J.B. MacKinnon’s new book, The Once and Future World: Finding Wilderness in the Nature We’ve Made, began with his realization that the short-grass prairie he grew up on was not the pristine wilderness he remembered it to be. The prairie he walked on was actually the top layer of a long history of transformation, from woolly mammoth to bison to Texas longhorn, part of the “ten-percent world” we have come to inhabit. We have lost the land’s history, he writes, “out of greed, yes, but also out of a great forgetting.”
J.B. has long been against forgetting. His first book, Dead Man in Paradise, about the murder of his uncle, a missionary in the Dominican Republic, was a classic nonfiction mystery. It was also about the paradox many of us inhabit: we seek justice in the world, but we also long to forgive and forget. J.B. inclines towards the former.
He is best known for The 100-Mile Diet, which he co-wrote with his partner, Alisa Smith, in 2007, and which was primarily responsible for kick-starting the local-foods movement. In that book, using their home in Vancouver as the centre-point, he and Alisa alerted us to the waste, both of energy and nutrients, inherent in the long-distance transportation of food.
In the 2008 L.A. Times bestseller, I Live Here, of which he was one of four authors, he drew the world’s attention to the plight of displaced people everywhere – people who are all-too-often forgotten in the globalization of commerce and culture.
J.B. is a former editor of Adbusters, the magazine that prompted the Occupy movement, and a senior editor of Explore. He’s won dozens of National Magazine Awards as well as the Charles Taylor Award for Nonfiction. In all his work, he reminds us that nature is not a place to dump our waste, but a storehouse of miracles. Despite all our efforts, he writes, “it remains a beautiful world, and it is its beauty, not its emptiness, that should inspire us to seek more nature in our lives.”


→ TASK REQUIREMENTS: In the copy, include no images, and repeat each entry precisely as written.

→ EXERCISE DATA:
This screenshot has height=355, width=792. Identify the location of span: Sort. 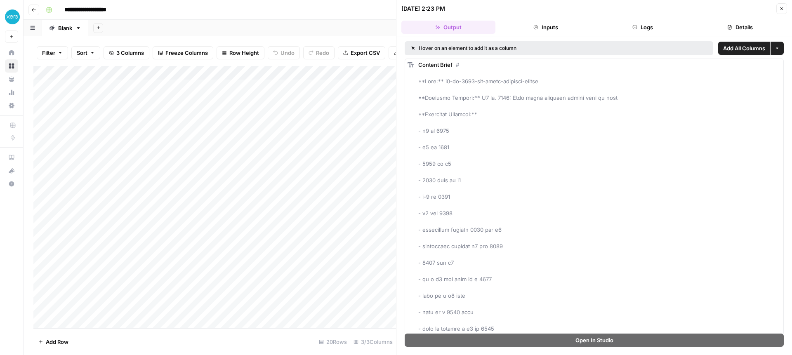
(82, 53).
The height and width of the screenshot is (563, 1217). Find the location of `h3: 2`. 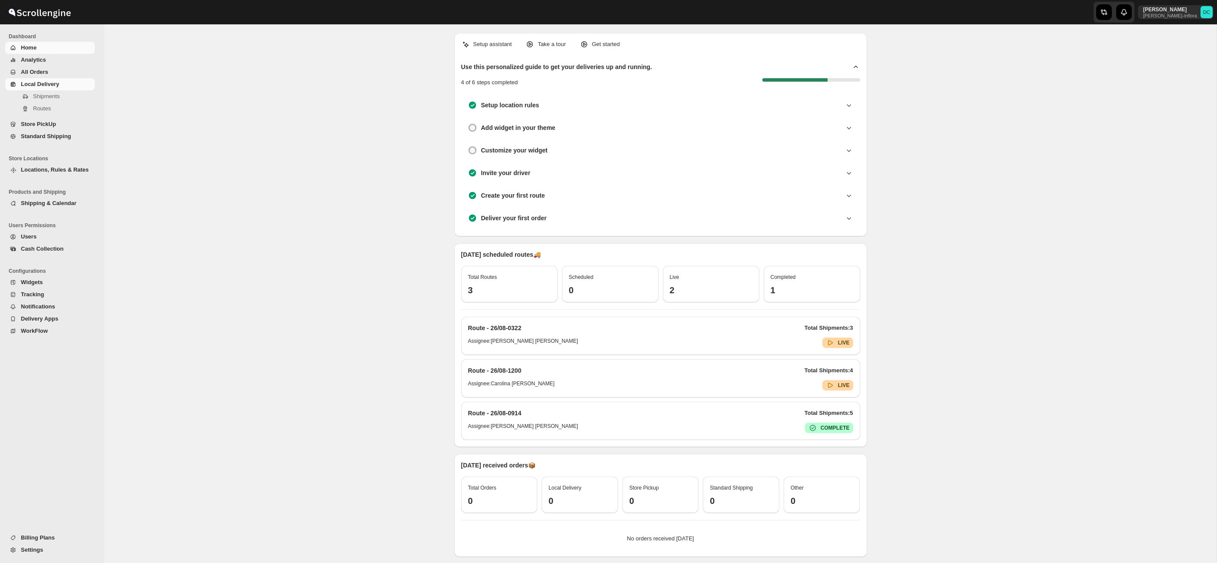

h3: 2 is located at coordinates (711, 290).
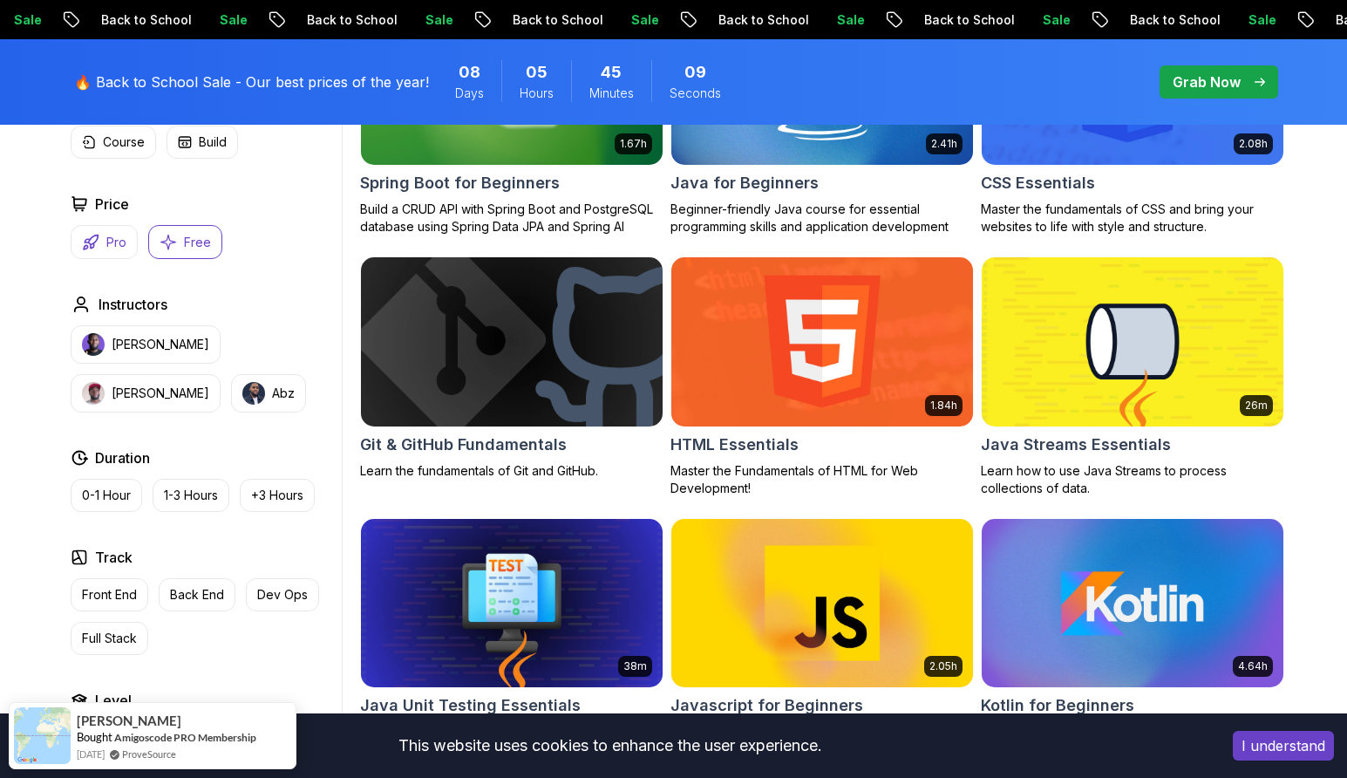 The width and height of the screenshot is (1347, 778). Describe the element at coordinates (767, 706) in the screenshot. I see `h2: Javascript for Beginners` at that location.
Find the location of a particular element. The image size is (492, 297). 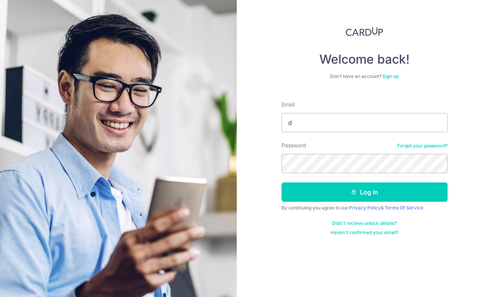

→ RESPONSE TO THE EXERCISE:
This screenshot has height=355, width=792. Identify the location of span: Sort. 
(82, 53).
The height and width of the screenshot is (563, 1217). Find the location of `h3: 2`. 

h3: 2 is located at coordinates (711, 290).
 The width and height of the screenshot is (1347, 778). Describe the element at coordinates (767, 706) in the screenshot. I see `h2: Javascript for Beginners` at that location.
Find the location of a particular element. The image size is (492, 297). 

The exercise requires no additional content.